Chef Clarisse Flon Ltd enters creditors' voluntary liquidation less than three years after launch

Chef Clarisse Flon Ltd, a Surrey food service company registered in Albury, Guildford, entered creditors' voluntary liquidation in May 2026. Full notice and Companies House record.

Information for general guidance, drawn from the public record. Not legal, financial, or insolvency advice. If you are affected by an insolvency, consult a licensed practitioner or qualified solicitor.

Street View image of Weston Farmhouse The Street, GU5 9AY, Guildford, the registered office
Street View image of the registered office. © Google.

A Surrey food service business incorporated in June 2023 has been wound up through a creditors' voluntary liquidation, the formal insolvency process in which a company's members resolve to wind up an insolvent business without a court order, just under three years after it was formed.

Chef Clarisse Flon Ltd, registered at Weston Farmhouse, The Street, Albury, Guildford, carried out other food service activities under SIC code 56290. The company was incorporated on 16 June 2023 and its last accounts, made up to 30 June 2025, were filed as micro-entity accounts with Companies House.

The liquidator

Andrew Mark Bland of DMC Recovery Limited was appointed liquidator on 14 May 2026. Bland holds IP number 9472. The authorisation was signed on 19 May 2026. A liquidator realises a company's assets and distributes the proceeds to creditors. That role differs from that of an administrator, whose statutory duties can include attempting to rescue the business.

The director

Clarisse Bernardine Raymonde Flon was the sole director of Chef Clarisse Flon Ltd, appointed on the day the company was incorporated, 16 June 2023. Flon is resident in England.

Secured charges

No outstanding secured charges are registered against Chef Clarisse Flon Ltd at Companies House, meaning there are no secured creditors with a charge over the company's assets.

Background

The company's registered office at Weston Farmhouse places it in the village of Albury, within the Surrey Hills. It was classified under the food service sector and filed micro-entity accounts, indicating it operated on a small scale throughout its brief trading life. The CVL appointment notice was published in the London Gazette on 25 May 2026, eleven days after Bland's appointment took effect.

Common questions

Are you owed money by Chef Clarisse Flon Limited?

In a creditors' voluntary liquidation you are an unsecured creditor unless you hold a registered charge or retention of title. The liquidators will write to known creditors with a proof-of-debt form. A statement of affairs prepared by the directors and the chair of the creditors' decision procedure should be available on request. Read more about proof of debt and where you sit in the creditor hierarchy.

Did you work at Chef Clarisse Flon Limited?

In a CVL, employees are typically dismissed at or shortly after the liquidator's appointment. Wages owed up to a statutory cap, holiday pay, notice pay and redundancy may be claimable from the Redundancy Payments Service. The liquidators will normally provide RP1 case-reference numbers to the affected staff. See gov.uk: your rights if your employer is insolvent.

Do you hold a deposit, gift card or undelivered order from Chef Clarisse Flon Limited?

Customers with paid-but-undelivered orders, gift cards or deposits rank as unsecured creditors in the liquidation. Where you paid by credit card and the amount was over £100, Section 75 of the Consumer Credit Act 1974 may let you claim from the card issuer for breach of contract or misrepresentation by the supplier; the rules apply per item, not per transaction, and the card must be a regulated credit card. Debit-card payments may be recoverable via chargeback.

Are you a director of a company connected to Chef Clarisse Flon Limited?

Section 216 of the Insolvency Act 1986 applies the moment the company enters liquidation. If you intend to be involved in another company using the same or a similar name within five years, you must rely on one of the three statutory exceptions and file the relevant notice. Acting in breach is a criminal offence and exposes you to personal liability for the successor's debts.

Sources

Last reviewed by James Waterton on .

AI-drafted (Anthropic Claude Sonnet 4.6) from The London Gazette and Companies House records, then human-reviewed by James Waterton before publication. See our methodology and editorial standards.

Sourced from official UK records under the Open Government Licence. Information for general guidance, not legal advice.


▶ [WHAT NEEDS TO BE DONE]: Wherever the word "legend" appears in a line of the data, that line should be copied.

** Opening INFORMATION GIVEN block **

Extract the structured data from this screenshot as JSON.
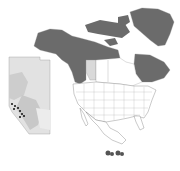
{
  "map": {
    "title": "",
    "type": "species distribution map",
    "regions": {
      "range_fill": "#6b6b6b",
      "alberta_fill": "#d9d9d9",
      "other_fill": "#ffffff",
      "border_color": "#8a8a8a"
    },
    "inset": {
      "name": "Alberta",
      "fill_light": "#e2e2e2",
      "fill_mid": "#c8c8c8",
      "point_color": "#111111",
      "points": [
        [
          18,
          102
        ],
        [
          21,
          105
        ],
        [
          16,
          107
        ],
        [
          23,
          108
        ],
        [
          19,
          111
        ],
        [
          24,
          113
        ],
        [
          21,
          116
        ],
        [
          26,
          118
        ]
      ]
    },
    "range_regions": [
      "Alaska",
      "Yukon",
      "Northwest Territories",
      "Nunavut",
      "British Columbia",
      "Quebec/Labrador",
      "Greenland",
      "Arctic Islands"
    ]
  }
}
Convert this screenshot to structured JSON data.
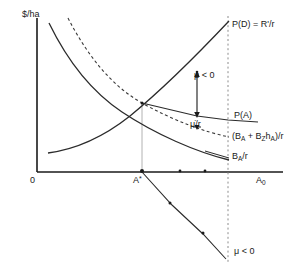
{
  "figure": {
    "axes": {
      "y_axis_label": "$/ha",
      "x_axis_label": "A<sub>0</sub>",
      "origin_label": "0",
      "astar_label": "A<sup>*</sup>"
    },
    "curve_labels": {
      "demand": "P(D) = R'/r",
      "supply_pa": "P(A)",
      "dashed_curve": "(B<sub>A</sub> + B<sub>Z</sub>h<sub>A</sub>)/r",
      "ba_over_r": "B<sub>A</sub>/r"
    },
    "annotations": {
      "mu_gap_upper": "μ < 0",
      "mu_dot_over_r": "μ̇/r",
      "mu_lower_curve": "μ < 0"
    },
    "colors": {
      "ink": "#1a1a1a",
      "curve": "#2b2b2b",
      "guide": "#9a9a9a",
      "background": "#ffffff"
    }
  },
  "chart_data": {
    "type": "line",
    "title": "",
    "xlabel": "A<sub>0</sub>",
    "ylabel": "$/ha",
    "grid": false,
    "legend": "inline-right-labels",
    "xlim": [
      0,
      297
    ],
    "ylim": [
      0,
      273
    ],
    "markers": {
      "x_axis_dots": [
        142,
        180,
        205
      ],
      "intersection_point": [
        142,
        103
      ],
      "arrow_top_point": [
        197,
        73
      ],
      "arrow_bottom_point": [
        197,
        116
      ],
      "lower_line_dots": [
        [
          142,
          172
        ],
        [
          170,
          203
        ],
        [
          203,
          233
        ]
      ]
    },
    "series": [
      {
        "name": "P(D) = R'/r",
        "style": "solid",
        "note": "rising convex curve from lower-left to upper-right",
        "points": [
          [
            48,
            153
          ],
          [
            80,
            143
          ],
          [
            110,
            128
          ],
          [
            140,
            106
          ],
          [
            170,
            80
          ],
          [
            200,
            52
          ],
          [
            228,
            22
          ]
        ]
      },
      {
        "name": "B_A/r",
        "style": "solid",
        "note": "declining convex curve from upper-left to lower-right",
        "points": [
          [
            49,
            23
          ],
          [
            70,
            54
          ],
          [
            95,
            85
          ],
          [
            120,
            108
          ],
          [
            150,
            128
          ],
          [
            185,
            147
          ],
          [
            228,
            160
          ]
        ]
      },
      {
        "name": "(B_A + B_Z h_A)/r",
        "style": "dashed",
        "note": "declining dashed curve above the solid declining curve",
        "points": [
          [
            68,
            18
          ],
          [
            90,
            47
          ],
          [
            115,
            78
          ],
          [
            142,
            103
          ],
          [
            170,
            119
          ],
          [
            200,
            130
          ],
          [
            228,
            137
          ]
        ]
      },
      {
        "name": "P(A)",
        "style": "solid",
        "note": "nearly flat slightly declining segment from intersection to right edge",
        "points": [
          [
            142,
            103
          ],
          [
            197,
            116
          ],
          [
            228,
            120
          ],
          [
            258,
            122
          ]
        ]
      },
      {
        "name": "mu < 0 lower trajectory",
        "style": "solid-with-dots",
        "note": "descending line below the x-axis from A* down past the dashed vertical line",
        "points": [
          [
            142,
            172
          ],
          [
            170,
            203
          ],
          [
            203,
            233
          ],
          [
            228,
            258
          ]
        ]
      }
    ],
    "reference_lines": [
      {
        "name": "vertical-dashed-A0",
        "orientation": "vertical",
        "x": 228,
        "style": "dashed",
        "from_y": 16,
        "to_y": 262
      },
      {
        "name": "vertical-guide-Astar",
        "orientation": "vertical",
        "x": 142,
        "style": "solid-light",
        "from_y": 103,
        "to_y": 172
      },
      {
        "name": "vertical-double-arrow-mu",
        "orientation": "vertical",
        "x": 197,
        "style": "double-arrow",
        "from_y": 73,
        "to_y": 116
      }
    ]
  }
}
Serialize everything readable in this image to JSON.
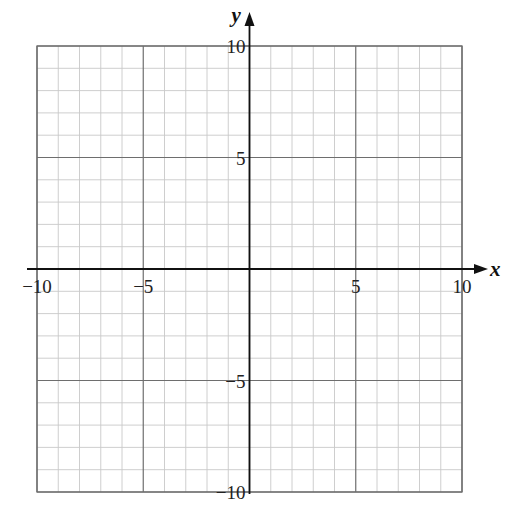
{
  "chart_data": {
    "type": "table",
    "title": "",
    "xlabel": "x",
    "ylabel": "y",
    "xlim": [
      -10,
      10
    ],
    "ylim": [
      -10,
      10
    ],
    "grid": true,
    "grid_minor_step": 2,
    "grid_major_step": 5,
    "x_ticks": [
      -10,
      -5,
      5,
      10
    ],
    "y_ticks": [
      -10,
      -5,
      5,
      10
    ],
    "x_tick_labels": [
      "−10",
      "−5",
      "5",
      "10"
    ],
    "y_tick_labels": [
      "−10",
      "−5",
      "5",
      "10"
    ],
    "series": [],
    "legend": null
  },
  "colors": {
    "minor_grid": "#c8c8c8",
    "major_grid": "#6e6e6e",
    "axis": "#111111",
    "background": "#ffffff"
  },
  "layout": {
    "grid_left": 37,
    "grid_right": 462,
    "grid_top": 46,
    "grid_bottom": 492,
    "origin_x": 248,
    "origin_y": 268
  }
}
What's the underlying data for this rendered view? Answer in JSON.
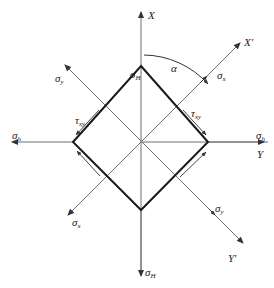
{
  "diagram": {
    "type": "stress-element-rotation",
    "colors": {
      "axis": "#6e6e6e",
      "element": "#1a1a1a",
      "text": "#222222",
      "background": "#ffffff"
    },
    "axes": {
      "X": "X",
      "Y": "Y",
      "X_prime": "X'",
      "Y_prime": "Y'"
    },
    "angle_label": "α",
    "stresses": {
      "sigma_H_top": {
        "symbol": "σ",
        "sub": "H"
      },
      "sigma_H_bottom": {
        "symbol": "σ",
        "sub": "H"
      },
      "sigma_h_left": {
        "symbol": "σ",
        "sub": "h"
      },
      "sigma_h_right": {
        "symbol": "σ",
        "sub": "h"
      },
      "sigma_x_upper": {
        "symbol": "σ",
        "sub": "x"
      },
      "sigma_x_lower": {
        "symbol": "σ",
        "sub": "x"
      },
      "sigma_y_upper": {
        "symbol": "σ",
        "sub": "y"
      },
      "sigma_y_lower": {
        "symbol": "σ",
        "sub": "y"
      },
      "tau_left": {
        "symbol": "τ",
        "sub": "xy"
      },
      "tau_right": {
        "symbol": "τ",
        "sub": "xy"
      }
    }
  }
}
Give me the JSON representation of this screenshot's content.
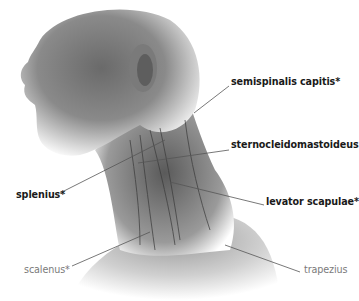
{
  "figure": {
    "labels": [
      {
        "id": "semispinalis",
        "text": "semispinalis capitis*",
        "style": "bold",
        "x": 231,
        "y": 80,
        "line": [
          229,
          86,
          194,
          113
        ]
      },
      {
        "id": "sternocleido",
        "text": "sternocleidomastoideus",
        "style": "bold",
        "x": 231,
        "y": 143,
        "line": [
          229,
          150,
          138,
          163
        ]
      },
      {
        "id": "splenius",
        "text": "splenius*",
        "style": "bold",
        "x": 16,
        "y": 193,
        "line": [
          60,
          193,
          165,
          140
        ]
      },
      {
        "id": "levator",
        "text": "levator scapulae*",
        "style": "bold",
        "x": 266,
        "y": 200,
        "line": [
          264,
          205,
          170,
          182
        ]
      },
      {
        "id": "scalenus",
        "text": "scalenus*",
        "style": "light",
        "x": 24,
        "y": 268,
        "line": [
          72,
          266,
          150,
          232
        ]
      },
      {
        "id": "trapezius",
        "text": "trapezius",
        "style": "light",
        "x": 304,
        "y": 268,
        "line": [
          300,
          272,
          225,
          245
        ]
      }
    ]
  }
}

** Closing INFORMATION GIVEN block **

▶ [RESULT BELOW]:
    "legend": "inline-right-labels",
    "legend": null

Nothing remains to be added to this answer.